Adversarial sampling

In addition to evaluating the reliability of an uncertainty estimator using metrics like Spearman’s rank correlation coefficient and ROC-AUC, we would like to assess whether new structures sampled using the estimated uncertainties from each method help to increase robustness of the NNIPs in different ways. To this end, we employed the adversarial sampling method proposed by Schwalbe-Koda et al.29 to sample new conformations that maximize the estimated uncertainty such that these adversarial examples can be incorporated into the retraining of the NNs in an active learning (AL) loop. This would test reliability, smoothness, and utility of the UQ methods because adversarial sampling requires the UQ method to systematically identify underrepresented regions where the models are most uncertain about. Effectively, improvement in robustness of NNIPs after active learning is a better metric for uncertainty estimation methods since ideally a good uncertainty estimator is able to acquire new training examples that improve the model’s generalizability more than random sampling.

In the adversarial sampling strategy, a perturbation, δ is applied to randomly chosen structures, x from the initial training data. The perturbation is then iteratively updated using gradient-ascent to maximize the uncertainty of the perturbed structures, U(xδ), as defined below

$$\mathop{\max }\limits_{\delta }p({x}_{\delta })U({x}_{\delta }).$$
(16)

More precisely, U(xδ) is taken to be \({\sigma }_{F}^{2}({x}_{\delta })\) for the ensemble-based method (Eq. (5)) and MVE, Var[μF(xδ)] for evidential regression (Equation (10)), and NLL(xδxtrain) for GMM (Equation (12)). p(xδ) is the thermodynamic probability of the perturbed structures based on the distribution of data already available to the model

$$p({x}_{\delta })=\frac{\exp \left(-\frac{\hat{E}({x}_{\delta })}{{k}_{{{{\rm{B}}}}}T}\right)}{{\sum }_{x\in {{{\rm{train}}}}}\exp \left(-\frac{E(x)}{{k}_{{{{\rm{B}}}}}T}\right)}$$
(17)

where kB is the Boltzmann constant, T the absolute temperature, and \(\hat{E}({x}_{\delta })\) in the numerator is the predicted energy of the perturbed structure, while E(x) in the denominator denotes ground truth energy of structures in the initial training data set.

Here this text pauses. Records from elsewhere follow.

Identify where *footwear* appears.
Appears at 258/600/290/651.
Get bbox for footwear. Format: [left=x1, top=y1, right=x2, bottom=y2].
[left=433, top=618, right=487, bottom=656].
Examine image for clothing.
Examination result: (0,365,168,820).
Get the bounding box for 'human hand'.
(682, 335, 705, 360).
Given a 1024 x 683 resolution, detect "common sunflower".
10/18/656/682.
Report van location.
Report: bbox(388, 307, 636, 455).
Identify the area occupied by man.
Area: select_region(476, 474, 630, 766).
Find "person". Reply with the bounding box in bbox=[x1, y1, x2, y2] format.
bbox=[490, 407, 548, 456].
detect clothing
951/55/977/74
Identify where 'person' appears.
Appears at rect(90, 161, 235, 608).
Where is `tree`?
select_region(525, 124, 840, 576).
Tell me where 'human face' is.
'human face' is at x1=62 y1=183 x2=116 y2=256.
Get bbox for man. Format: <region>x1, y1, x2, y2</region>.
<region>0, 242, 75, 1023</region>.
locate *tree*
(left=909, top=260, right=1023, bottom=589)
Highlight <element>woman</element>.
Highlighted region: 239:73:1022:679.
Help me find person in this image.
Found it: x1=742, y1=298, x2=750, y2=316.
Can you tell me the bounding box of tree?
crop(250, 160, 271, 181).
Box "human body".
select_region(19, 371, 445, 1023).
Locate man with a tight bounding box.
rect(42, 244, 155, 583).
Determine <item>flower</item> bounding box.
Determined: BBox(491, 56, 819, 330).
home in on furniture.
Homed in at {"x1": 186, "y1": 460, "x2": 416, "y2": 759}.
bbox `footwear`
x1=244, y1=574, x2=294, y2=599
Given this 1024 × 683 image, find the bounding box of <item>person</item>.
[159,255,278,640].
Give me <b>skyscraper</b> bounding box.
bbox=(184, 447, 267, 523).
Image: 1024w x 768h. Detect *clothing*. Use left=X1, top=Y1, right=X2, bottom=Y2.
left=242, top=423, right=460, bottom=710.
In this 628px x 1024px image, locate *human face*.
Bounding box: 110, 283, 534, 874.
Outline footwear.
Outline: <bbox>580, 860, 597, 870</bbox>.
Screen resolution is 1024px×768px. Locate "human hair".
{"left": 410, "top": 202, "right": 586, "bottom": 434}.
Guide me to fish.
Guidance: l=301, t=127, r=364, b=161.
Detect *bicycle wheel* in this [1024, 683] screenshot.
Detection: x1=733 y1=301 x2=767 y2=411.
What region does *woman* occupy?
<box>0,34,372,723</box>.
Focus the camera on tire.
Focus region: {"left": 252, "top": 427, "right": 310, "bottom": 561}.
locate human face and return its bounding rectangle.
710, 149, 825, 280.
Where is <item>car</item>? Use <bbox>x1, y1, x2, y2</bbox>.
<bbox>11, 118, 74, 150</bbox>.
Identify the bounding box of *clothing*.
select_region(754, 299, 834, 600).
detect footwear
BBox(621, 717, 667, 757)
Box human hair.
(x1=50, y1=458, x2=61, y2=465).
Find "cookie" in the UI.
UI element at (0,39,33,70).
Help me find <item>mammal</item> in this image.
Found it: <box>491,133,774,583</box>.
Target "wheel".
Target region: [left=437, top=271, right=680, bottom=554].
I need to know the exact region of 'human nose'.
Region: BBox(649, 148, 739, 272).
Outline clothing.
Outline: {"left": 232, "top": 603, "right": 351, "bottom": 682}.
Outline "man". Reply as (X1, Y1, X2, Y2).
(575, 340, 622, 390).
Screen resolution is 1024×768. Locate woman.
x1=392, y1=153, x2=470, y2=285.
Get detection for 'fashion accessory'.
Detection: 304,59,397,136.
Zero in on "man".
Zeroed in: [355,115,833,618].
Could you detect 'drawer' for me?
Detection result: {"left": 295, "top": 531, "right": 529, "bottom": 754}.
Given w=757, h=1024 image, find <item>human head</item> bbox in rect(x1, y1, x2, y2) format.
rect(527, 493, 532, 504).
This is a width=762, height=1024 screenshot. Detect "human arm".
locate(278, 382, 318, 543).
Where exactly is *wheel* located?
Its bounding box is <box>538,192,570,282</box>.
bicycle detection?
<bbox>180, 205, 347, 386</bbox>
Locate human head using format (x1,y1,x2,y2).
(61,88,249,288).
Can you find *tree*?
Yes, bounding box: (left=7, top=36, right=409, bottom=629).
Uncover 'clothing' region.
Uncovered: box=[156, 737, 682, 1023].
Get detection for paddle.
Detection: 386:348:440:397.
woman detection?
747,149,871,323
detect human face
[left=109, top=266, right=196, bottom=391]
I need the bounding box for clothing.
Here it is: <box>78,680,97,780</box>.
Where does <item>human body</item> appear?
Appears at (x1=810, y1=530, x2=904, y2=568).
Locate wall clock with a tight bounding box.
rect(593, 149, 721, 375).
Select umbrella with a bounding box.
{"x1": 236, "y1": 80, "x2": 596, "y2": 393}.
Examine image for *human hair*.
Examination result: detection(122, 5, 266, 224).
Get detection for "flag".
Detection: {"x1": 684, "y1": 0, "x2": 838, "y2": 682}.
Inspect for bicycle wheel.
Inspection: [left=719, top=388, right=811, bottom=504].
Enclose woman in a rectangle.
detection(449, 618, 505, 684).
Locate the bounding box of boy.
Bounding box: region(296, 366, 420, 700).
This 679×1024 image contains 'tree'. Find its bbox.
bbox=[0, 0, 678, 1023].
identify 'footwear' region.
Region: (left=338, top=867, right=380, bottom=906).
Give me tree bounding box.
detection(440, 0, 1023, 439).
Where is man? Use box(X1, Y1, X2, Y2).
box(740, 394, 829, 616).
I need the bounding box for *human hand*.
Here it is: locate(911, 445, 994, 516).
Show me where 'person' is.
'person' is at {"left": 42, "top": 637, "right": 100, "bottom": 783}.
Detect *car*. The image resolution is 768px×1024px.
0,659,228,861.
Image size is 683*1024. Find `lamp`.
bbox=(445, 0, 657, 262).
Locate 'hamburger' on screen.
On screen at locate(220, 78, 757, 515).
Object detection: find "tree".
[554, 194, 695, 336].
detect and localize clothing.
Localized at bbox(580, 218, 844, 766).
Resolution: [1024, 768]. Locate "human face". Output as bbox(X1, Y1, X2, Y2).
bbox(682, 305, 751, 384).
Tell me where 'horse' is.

Refer to Supplementary Section III for parameters used in adversarial sampling.

Molecular dynamics (MD) simulations

NN-based MD simulations were performed in the NVT ensemble with the Nosé-Hoover thermostat. In the case of ammonia, 100 5 ps-long MD simulations were run for four different temperatures (300 K, 500 K, 750 K, and 1000 K) and for each UQ method at a timestep of 0.5 fs. The initial configurations for all simulations were picked randomly from the initial training data set. The trajectories were considered unstable if the distance between the atoms were closer than 0.75 Å or larger than 2.25 Å or if the predicted energy was lower than the global minimum energy, which is at a reference point of 0 kcal mol−1 in this work. For simulations of silica, 10 1 ns-long trajectories at a temperature of 2500 K were performed for each UQ methods at all generations with a time step of 0.25 fs. The initial structures for all simulations were picked randomly from the structures sampled at 2500 K equilibration simulation in the initial training data set. The trajectories were considered unstable if the kinetic energy becomes 0, a null value or greater than 10,000 kcal mol−1 or 14.3 kcal mol−1 atom−1 (due to destabilization of the predicted potential energy in a false minimum27), or if the distances between any atoms are less than 1.0 Å. No upper bound was imposed on the atomic distances because the simulations tend to fail before any stretching of bond occurs. All simulations were performed using the Atomic Simulation Environment (ASE) library in the Python language77.